Wake Forest broke a fourth quarter tie with a 75-yard TD TD run by Kenneth Walker III, then took advantage of a special teams miscue to put the game away, on its way to a 40-23 win over Virginia.
It was the third loss in a row for the Cavaliers, who had to fight their way back, again, from a big early deficit.
Wake (2-2) led 14-0 four minutes in, on a 40-yard TD pass from Sam Hartman to A.T. Perry, and a 3-yard TD run by Walker, one play after Hartman had connected with Jaquarii Roberson on a 49-yard pass on a first down play.
UVA actually fought its way back to a 20-20 tie at the break, utilizing a three-man QB rotation to try to account for the loss of starting quarterback Brennan Armstrong, who was held out after being knocked out of last week’s loss to N.C. State with a concussion.
Offensive coordinator Robert Anae rotated Lindell Stone, Keytaon Thompson and Iraken Armstead at QB, and for a half, it worked, as Virginia was able to put together four scoring drives, including TD runs by Armstead and tailback Wayne Taulapapa, and two Brian Delaney field goals.
Delaney would falter, though, on a short third quarter try, his first miss in more than a calendar year, that would have given the ‘Hoos the lead.
After a Nick Sciba field goal put the Demon Deacons back on top, Delaney tied the game with a 42-yard field goal with 13:28 to go.
Walker, who had been bottled up to this point, broke through on the next play from scrimmage, bouncing an inside run to the left sideline 75 yards to paydirt and a 30-23 Wake lead with 13:14 to go.
The ensuing kickoff was a squib kick, and upman Perris Jones muffed the ball, which was recovered by the Deacs’ Kenneth Dicks III at the UVA 28.
Walker scored on a wildcat play from 9 yards out with 11:38 to go to seal it.
A Sciba 44-yard field goal after a Stone INT closed out the scoring.
Wake Forest outgained UVA 483-420, with Hartman throwing for 309 yards on 16-of-27 passing.
Walker finished with 128 yards and three TDs on 23 totes.
Stone was 24-of-42 passing for 193 yards and two INTs.
The Cavaliers did run for a season-high 218 yards, with Thompson, running out of the wildcat, gaining 71 yards on 10 carries, Taulapapa going for 68 yards on 10 carries, and Armstead, a true freshman seeing his first action, putting up 46 yards on six carries and a rushing TD.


**Task to carry out:**
Among the entries below, copy every line that carries the word "Development".

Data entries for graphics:
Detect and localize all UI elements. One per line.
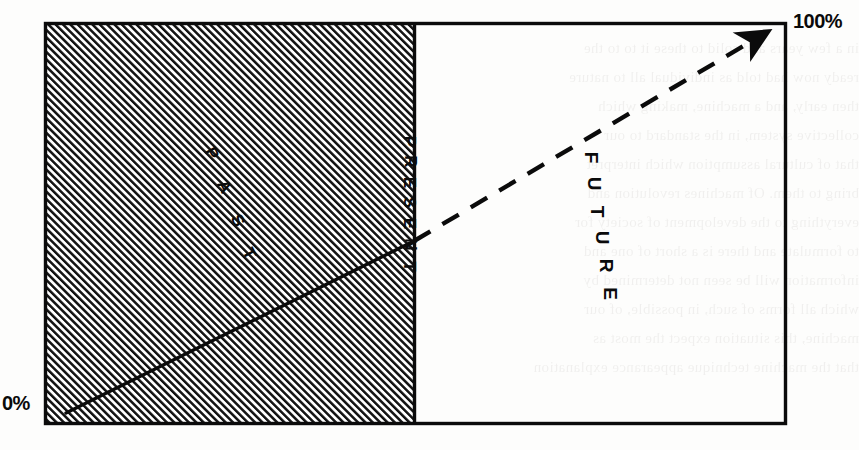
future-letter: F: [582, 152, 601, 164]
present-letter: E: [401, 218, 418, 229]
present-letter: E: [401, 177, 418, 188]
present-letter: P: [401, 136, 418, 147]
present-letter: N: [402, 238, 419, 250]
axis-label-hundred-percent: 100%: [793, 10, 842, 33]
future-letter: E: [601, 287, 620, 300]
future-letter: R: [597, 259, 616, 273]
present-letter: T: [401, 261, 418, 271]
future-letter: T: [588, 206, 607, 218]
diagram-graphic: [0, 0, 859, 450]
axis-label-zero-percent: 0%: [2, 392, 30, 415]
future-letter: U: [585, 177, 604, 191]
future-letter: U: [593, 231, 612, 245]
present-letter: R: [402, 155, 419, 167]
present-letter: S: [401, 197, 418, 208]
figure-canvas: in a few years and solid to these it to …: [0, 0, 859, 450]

* * *

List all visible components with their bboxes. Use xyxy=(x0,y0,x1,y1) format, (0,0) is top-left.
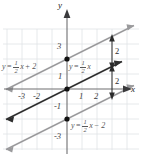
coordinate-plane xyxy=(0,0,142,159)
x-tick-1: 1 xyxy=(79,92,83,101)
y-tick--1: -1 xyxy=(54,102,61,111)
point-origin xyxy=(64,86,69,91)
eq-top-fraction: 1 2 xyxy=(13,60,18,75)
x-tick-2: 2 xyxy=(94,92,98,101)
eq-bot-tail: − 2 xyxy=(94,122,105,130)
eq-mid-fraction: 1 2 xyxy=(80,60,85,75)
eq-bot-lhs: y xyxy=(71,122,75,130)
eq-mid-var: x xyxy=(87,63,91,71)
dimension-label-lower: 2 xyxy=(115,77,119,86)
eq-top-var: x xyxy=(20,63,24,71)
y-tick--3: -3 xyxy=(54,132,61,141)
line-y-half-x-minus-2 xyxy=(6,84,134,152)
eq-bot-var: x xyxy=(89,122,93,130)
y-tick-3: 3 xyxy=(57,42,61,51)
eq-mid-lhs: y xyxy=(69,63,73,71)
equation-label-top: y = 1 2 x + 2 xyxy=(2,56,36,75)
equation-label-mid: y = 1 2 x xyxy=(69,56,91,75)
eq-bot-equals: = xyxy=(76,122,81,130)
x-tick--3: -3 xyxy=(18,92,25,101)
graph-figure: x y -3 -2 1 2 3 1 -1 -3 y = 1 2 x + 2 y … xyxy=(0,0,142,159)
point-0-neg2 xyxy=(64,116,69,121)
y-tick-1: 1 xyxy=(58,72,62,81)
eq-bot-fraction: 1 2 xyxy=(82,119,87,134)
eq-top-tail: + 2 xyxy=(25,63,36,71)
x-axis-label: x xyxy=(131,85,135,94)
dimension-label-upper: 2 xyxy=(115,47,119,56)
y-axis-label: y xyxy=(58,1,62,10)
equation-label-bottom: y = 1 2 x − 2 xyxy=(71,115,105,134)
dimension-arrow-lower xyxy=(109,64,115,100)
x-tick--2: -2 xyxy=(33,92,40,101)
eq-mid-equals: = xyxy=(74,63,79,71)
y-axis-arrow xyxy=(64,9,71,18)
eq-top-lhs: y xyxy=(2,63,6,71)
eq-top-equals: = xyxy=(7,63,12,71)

--

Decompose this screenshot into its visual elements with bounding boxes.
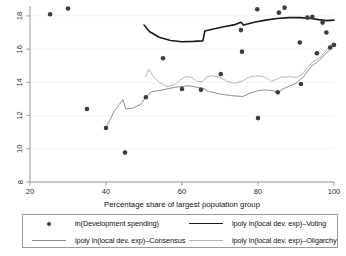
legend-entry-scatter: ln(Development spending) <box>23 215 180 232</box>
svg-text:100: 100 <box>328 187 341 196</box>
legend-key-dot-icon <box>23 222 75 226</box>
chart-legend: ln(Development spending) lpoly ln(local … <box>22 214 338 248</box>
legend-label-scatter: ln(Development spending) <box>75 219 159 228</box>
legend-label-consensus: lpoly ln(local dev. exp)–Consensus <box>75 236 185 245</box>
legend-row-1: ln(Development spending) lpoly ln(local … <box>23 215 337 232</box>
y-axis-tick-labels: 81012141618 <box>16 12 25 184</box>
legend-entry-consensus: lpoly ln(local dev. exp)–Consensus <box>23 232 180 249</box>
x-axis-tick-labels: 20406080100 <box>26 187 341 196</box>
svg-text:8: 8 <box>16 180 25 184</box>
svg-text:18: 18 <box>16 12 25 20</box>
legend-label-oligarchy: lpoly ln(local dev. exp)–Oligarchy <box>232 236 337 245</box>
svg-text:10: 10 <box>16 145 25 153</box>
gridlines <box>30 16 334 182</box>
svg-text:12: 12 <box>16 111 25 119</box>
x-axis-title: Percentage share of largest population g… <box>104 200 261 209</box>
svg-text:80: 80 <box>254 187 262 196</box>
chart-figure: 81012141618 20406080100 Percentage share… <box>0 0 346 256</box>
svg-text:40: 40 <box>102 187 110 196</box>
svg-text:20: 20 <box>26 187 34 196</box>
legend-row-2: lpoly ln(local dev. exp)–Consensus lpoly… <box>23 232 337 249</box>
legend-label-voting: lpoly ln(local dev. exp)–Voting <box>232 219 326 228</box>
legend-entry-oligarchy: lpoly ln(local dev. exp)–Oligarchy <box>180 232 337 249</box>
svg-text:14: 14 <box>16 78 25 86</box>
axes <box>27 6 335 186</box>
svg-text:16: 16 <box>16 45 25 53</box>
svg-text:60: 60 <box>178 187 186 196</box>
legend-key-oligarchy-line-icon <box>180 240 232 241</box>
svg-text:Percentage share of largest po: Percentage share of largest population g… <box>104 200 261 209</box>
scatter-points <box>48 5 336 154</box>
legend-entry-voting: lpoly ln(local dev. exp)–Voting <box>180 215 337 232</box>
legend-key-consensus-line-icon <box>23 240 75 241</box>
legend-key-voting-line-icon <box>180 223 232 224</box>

**Response to this exercise:**
legend-entry-scatter: ln(Development spending) <box>23 215 180 232</box>
chart-legend: ln(Development spending) lpoly ln(local … <box>22 214 338 248</box>
legend-label-scatter: ln(Development spending) <box>75 219 159 228</box>
legend-row-1: ln(Development spending) lpoly ln(local … <box>23 215 337 232</box>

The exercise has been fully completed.